Step 5 · Knowledge graph

Live instances of entities, authorities, decisions.

Steps 1–4 define the contracts. Step 5 is the state: a live, instance-level graph of every entity, every signed delegation, every capability grant, every scope, every state vector, every decision and every evidence pack the runtime has produced — typed under the KYE™ ontology and bound by signatures.

1 · What lives here

Authority Graph™ · Decision Map™ · Evidence Graph™ · Blast Radius Map™.

KYE-Graph™ ships four normative graph projections over the same instance store. Each is a typed view, not a separate database.

account_treeAuthority Graph™Entities, delegations, authorities, capabilities, scopes — every edge typed by the ontology.
mapDecision Map™The signed, replayable artefact emitted with every authorize call. Inputs → rules → outcome.
verifiedEvidence Graph™Audit events, evidence packs, transparency receipts — bound to the decisions that produced them.
device_hubBlast Radius Map™The downstream-derived authorities a single revocation or quarantine signal would reach. Pre-emit; helps operators choose the right action.
2 · Why a graph and not a table

Authority is a chain, not a row.

Tabular ACLs answer "can actor A do X?". The agentic stack needs "can actor A act on behalf of principal P, under delegation D, attenuated by scope S, in state vector V, against capability C, with evidence E?" — a path query, not a row query. A graph is the only honest data model. The Authority Graph™ is what the policy engine traverses in step 6.

Where to go next

Continue the stack →

Every claim here is backed by the open KYE Protocol™ contracts and verifiable end-to-end from the publisher's JWKS — you check it yourself, you don't take our word for it.

Ready to see your AI agents flagged?

Start in shadow mode. We’ll deliver your first Evidence Pack™ in 4–8 weeks.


Would you restate each line of the data below word for word, without its pictures?

(Collected data)
----------
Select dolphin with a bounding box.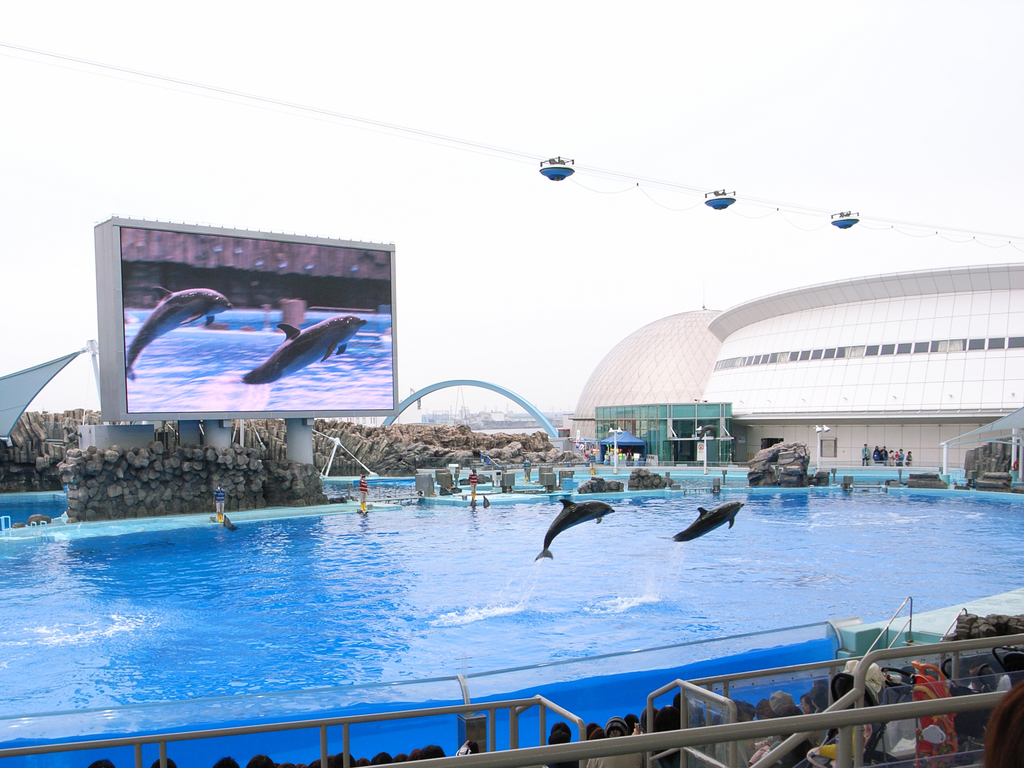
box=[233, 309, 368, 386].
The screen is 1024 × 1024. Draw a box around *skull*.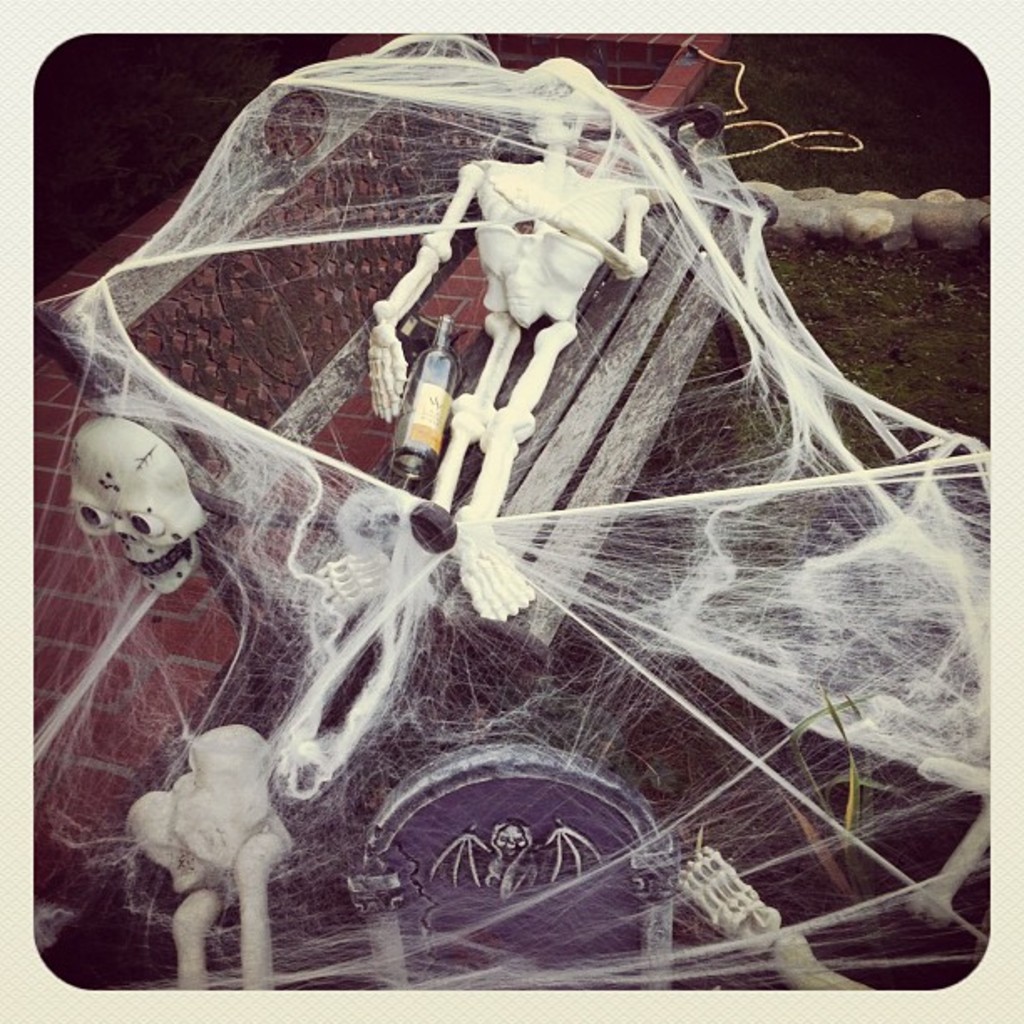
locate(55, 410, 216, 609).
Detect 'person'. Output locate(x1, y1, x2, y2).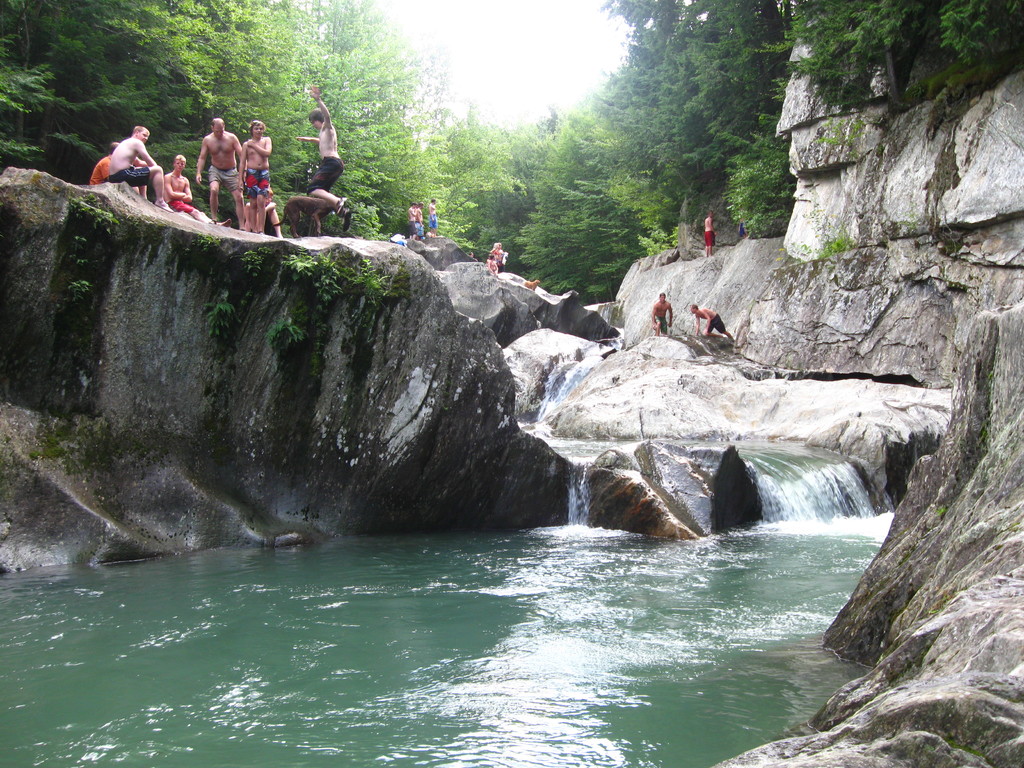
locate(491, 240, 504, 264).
----------
__COMPLETED EXERCISE__
Select dolphin with a bounding box.
box=[233, 309, 368, 386].
The screen is 1024 × 1024. Draw a box around *skull*.
locate(55, 410, 216, 609).
Detect 'person'. Output locate(x1, y1, x2, y2).
locate(491, 240, 504, 264).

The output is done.